Crowned Murder runs campaigns that can be dark, emotionally complex, and morally ambiguous. That means the people at the table come first.
This document exists to make the table a place where everyone can do their best work. It is not a limitation on the story. It is what makes ambitious storytelling possible.
Lines and Veils are a standard safety tool in collaborative storytelling. Read this before your first session. If anything here raises questions, bring them to the DM before play begins.
Lines are hard stops. Content that will never appear in a Crowned Murder campaign, not as narrative, not as implication, not as backstory. The story does not go there. Full stop.
Veils are soft limits. Content that may exist in the fiction but will always happen off-screen. Think of it as a cut to black. The event can be part of the world or a character's history, but it is never dramatized at the table.
These lists represent the table-wide defaults for all Crowned Murder campaigns. Individual campaigns may add to either list during Session Zero. Nothing is ever removed from Lines.
The following content does not appear in any Crowned Murder campaign under any circumstances. These are not negotiable and are not subject to player consent or campaign theme.
If something at the table crosses a Line, whether it appears on this list or not, any player may say "Line" and play stops immediately, no explanation required. The DM will redirect without question.
The following content may exist in the story, as character history, world context, or narrative consequence, but will always happen off-screen. The DM will narrate outcomes, not events.
Veils are defaults, not absolutes. If a player wants to explore something on this list as part of their character's story, that conversation happens one-on-one with the DM before play, not at the table.
Beyond Lines and Veils, these are the operating principles of every Crowned Murder table.
An X-Card is available at every session. Tap it or say "X" at any time to skip or edit content, no explanation needed, no questions asked.
Any player may leave any session at any time for any reason. Leaving is never held against anyone. The story waits.
What happens to a character is fiction. What happens to a player is real. These are kept separate. Always.
The DM may check in with players during emotionally heavy scenes. "Are we good?" is always a sincere question, not a formality.
After heavy sessions, we debrief briefly out of character. This is not optional; it is part of the session.
What happens at the table stays at the table unless all players agree otherwise. Character backstories shared in trust are not social content.
Our campaigns are not light. Players should expect to encounter some or all of the following. These are not warnings to avoid the table. They are an honest description of what we make.
Mortality and grief. Characters die. People loved by characters die. We do not soften this.
Moral ambiguity. There are rarely clean heroes and clean villains at this table. Characters will be asked to make choices without good options.
Power and its costs. What it takes to gain power, what it does to you, and what you owe afterward. These are recurring concerns across our worlds.
Trauma and recovery. Backstories are treated seriously. Wounds matter. Healing is neither instant nor guaranteed.
Violence with consequence. Combat and violence have weight. They leave marks. We do not treat them as neutral mechanics.
This document covers table-wide defaults. Every campaign adds its own specific Lines and Veils at Session Zero based on the particular story being told and the specific players at the table.
If you have a concern, a limit, or a question that is not addressed here: bring it to the DM before your first session. Not during character creation. Not in session. Before. That conversation is part of the onboarding, not an interruption of it.
There is no wrong thing to raise. There is only the version of the story where someone was uncomfortable and did not say so.
Return to CampaignsThe ambition of what we make here depends entirely on the safety of the people making it. These are not rules that limit the story. They are the conditions that make it possible.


## PROBLEM TO WORK ON
Please read the records below and return each line holding the string "elevator".

## RECORDS FOR THIS TASK
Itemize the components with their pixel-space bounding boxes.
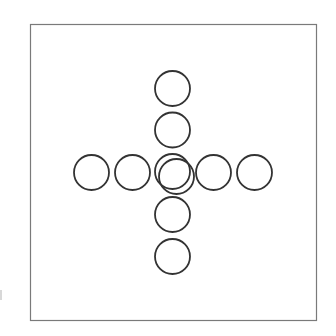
circle-left-outer <box>74 155 109 190</box>
edge-artifact-mark <box>0 290 2 300</box>
cross-of-circles-figure <box>0 0 336 336</box>
circle-top-inner <box>155 113 190 148</box>
circle-cross-group <box>74 71 272 274</box>
circle-left-inner <box>115 155 150 190</box>
circle-right-inner <box>196 155 231 190</box>
circle-top-outer <box>155 71 190 106</box>
circle-bottom-outer <box>155 239 190 274</box>
circle-right-outer <box>237 155 272 190</box>
circle-bottom-inner <box>155 197 190 232</box>
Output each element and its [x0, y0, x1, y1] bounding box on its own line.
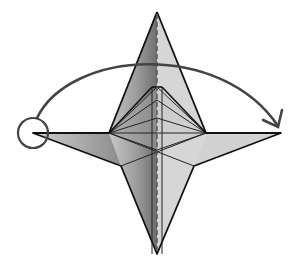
origami-diagram: [0, 0, 295, 266]
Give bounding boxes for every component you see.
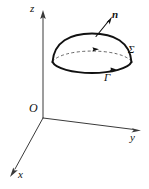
surface-dome-arc xyxy=(53,34,132,63)
y-axis xyxy=(43,118,141,133)
surface-label: Σ xyxy=(128,44,135,55)
figure-container: z y x O n Σ Γ xyxy=(0,0,149,189)
x-axis-line xyxy=(15,118,43,169)
z-axis xyxy=(40,10,46,118)
y-axis-line xyxy=(43,118,134,130)
boundary-curve-gamma xyxy=(53,62,132,73)
surface-sigma xyxy=(53,34,132,73)
coordinate-system-diagram xyxy=(0,0,149,189)
x-axis xyxy=(10,118,43,177)
x-axis-label: x xyxy=(18,169,23,180)
hidden-back-arc xyxy=(53,47,132,62)
z-axis-label: z xyxy=(30,3,34,14)
origin-label: O xyxy=(29,102,38,114)
hidden-arc-path xyxy=(53,51,132,62)
boundary-label: Γ xyxy=(104,72,110,83)
x-axis-arrowhead xyxy=(10,168,18,177)
y-axis-label: y xyxy=(130,132,135,143)
normal-vector-label: n xyxy=(112,9,118,20)
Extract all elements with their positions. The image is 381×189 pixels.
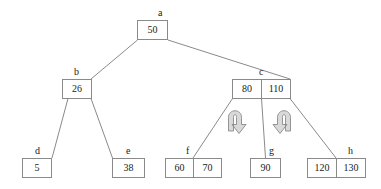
node-a: 50 — [137, 20, 168, 40]
edge-b-d — [52, 99, 68, 159]
node-e: 38 — [112, 158, 145, 178]
node-g: 90 — [250, 158, 281, 178]
node-label-h: h — [348, 146, 353, 156]
node-f-cell-0: 60 — [166, 159, 193, 177]
node-label-a: a — [158, 8, 162, 18]
node-label-c: c — [259, 67, 263, 77]
node-label-d: d — [35, 146, 40, 156]
node-label-e: e — [126, 146, 130, 156]
edge-a-b — [91, 40, 138, 79]
node-h-cell-1: 130 — [336, 159, 365, 177]
node-f: 60 70 — [165, 158, 222, 178]
edge-b-e — [91, 99, 113, 159]
node-d-cell-0: 5 — [23, 159, 51, 177]
node-g-cell-0: 90 — [251, 159, 280, 177]
node-c-cell-1: 110 — [261, 80, 290, 98]
node-label-b: b — [74, 67, 79, 77]
node-h: 120 130 — [307, 158, 366, 178]
left-rotation-arrow — [229, 111, 247, 134]
node-d: 5 — [22, 158, 52, 178]
edge-a-c — [168, 40, 290, 79]
node-f-cell-1: 70 — [193, 159, 221, 177]
node-b-cell-0: 26 — [63, 80, 91, 98]
node-c-cell-0: 80 — [233, 80, 261, 98]
tree-edges — [52, 40, 336, 158]
right-rotation-arrow — [273, 111, 291, 134]
edge-c-g — [262, 99, 266, 159]
node-b: 26 — [62, 79, 92, 99]
node-a-cell-0: 50 — [138, 21, 167, 39]
node-e-cell-0: 38 — [113, 159, 144, 177]
edge-c-f — [193, 99, 233, 159]
node-c: 80 110 — [232, 79, 291, 99]
node-label-g: g — [269, 146, 274, 156]
node-h-cell-0: 120 — [308, 159, 336, 177]
edge-c-h — [290, 99, 336, 159]
node-label-f: f — [186, 146, 189, 156]
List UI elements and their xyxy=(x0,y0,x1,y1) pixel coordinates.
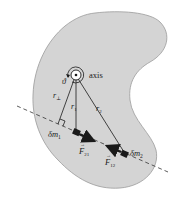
rigid-body-torque-diagram: axis ϑ r⊥ r1 r2 δm1 δm2 → F21 → F12 xyxy=(0,0,191,199)
axis-label: axis xyxy=(89,70,103,80)
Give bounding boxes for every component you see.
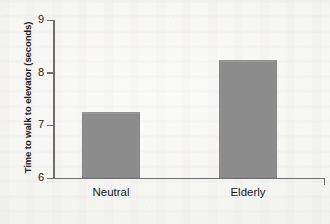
y-tick-mark-6 — [47, 178, 54, 180]
x-axis-end-cap — [324, 178, 326, 185]
x-category-label-neutral: Neutral — [51, 186, 171, 198]
bar-elderly-highlight — [219, 60, 277, 62]
y-axis-line — [53, 20, 55, 179]
y-tick-mark-7 — [47, 125, 54, 127]
y-tick-label-6: 6 — [18, 171, 44, 183]
y-tick-mark-8 — [47, 72, 54, 74]
bar-neutral-highlight — [82, 112, 140, 114]
y-axis-title: Time to walk to elevator (seconds) — [22, 5, 33, 191]
bar-neutral — [82, 112, 140, 178]
y-tick-label-8: 8 — [18, 66, 44, 78]
x-category-label-elderly: Elderly — [188, 186, 308, 198]
bar-chart-figure: Time to walk to elevator (seconds) 9 8 7… — [0, 0, 330, 224]
y-tick-mark-9 — [47, 20, 54, 22]
y-tick-label-7: 7 — [18, 118, 44, 130]
y-tick-label-9: 9 — [18, 13, 44, 25]
bar-elderly — [219, 60, 277, 179]
plot-area: Time to walk to elevator (seconds) 9 8 7… — [0, 0, 330, 224]
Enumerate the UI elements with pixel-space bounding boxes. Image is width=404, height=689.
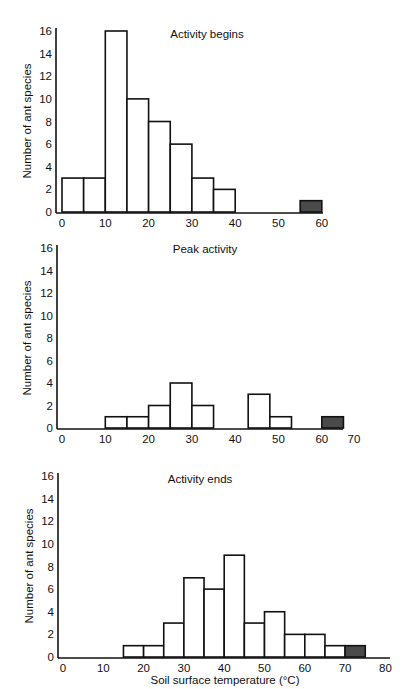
y-tick-label: 0 [46,206,52,218]
y-tick-label: 6 [48,583,54,595]
x-tick-label: 60 [298,662,311,674]
x-tick-label: 50 [272,433,285,445]
x-tick-label: 20 [142,433,155,445]
x-tick-label: 20 [142,217,155,229]
chart-title: Activity ends [168,473,233,485]
x-tick-label: 70 [339,662,352,674]
bar [270,417,292,428]
chart-title: Peak activity [173,243,238,255]
x-tick-label: 60 [315,433,328,445]
bar [204,589,224,657]
x-tick-label: 30 [178,662,191,674]
x-tick-label: 60 [315,217,328,229]
bar [244,623,264,657]
bar [325,646,345,657]
bar [224,555,244,657]
x-tick-label: 80 [379,662,392,674]
x-tick-label: 20 [137,662,150,674]
bar [214,189,236,212]
bar [105,417,127,428]
shaded-bar [300,201,322,212]
bar [62,178,84,212]
x-tick-label: 40 [229,433,242,445]
x-tick-label: 40 [229,217,242,229]
bar [164,623,184,657]
y-tick-label: 12 [40,287,53,299]
y-tick-label: 8 [46,116,52,128]
histogram-panel-3: 024681012141601020304050607080Activity e… [23,470,392,686]
y-tick-label: 4 [48,606,55,618]
y-tick-label: 12 [41,515,54,527]
y-tick-label: 14 [40,265,53,277]
bar [248,394,270,428]
y-tick-label: 6 [46,138,52,150]
shaded-bar [322,417,344,428]
bar [305,634,325,657]
y-tick-label: 2 [47,400,53,412]
bar [184,578,204,657]
x-tick-label: 10 [97,662,110,674]
y-tick-label: 8 [47,332,53,344]
x-tick-label: 10 [99,217,112,229]
y-tick-label: 2 [48,628,54,640]
bar [144,646,164,657]
x-tick-label: 0 [60,662,66,674]
y-tick-label: 6 [47,355,53,367]
y-tick-label: 10 [39,93,52,105]
bar [170,383,192,428]
bar [123,646,143,657]
histogram-panel-1: 02468101214160102030405060Activity begin… [21,25,328,229]
y-tick-label: 4 [46,161,53,173]
y-tick-label: 16 [41,470,54,482]
histogram-panel-2: 0246810121416010203040506070Peak activit… [21,242,360,445]
y-axis-label: Number of ant species [21,63,33,178]
x-axis-label: Soil surface temperature (°C) [150,674,299,686]
y-tick-label: 8 [48,561,54,573]
y-tick-label: 4 [47,377,54,389]
x-tick-label: 30 [186,433,199,445]
bar [192,178,214,212]
y-tick-label: 16 [39,25,52,37]
bar [127,99,149,212]
bar [170,144,192,212]
y-tick-label: 16 [40,242,53,254]
x-tick-label: 0 [59,433,65,445]
y-axis-label: Number of ant species [23,508,35,623]
bar [127,417,149,428]
bar [105,31,127,212]
y-tick-label: 10 [40,310,53,322]
x-tick-label: 30 [186,217,199,229]
bar [285,634,305,657]
x-tick-label: 50 [258,662,271,674]
x-tick-label: 0 [59,217,65,229]
y-axis-label: Number of ant species [21,280,33,395]
chart-title: Activity begins [170,28,244,40]
histogram-figure: 02468101214160102030405060Activity begin… [0,0,404,689]
y-tick-label: 10 [41,538,54,550]
x-tick-label: 10 [99,433,112,445]
y-tick-label: 0 [48,651,54,663]
bar [149,406,171,429]
shaded-bar [345,646,365,657]
x-tick-label: 70 [348,433,361,445]
y-tick-label: 14 [39,48,52,60]
y-tick-label: 0 [47,422,53,434]
bar [265,612,285,657]
x-tick-label: 40 [218,662,231,674]
y-tick-label: 14 [41,493,54,505]
bar [84,178,106,212]
bar [192,406,214,429]
y-tick-label: 12 [39,70,52,82]
x-tick-label: 50 [272,217,285,229]
y-tick-label: 2 [46,183,52,195]
bar [149,122,171,213]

## OUTPUT OF THE TASK
y-axis-title: Time to walk to elevator (seconds) — [22, 5, 33, 191]
bar-chart-figure: Time to walk to elevator (seconds) 9 8 7… — [0, 0, 330, 224]
plot-area: Time to walk to elevator (seconds) 9 8 7… — [0, 0, 330, 224]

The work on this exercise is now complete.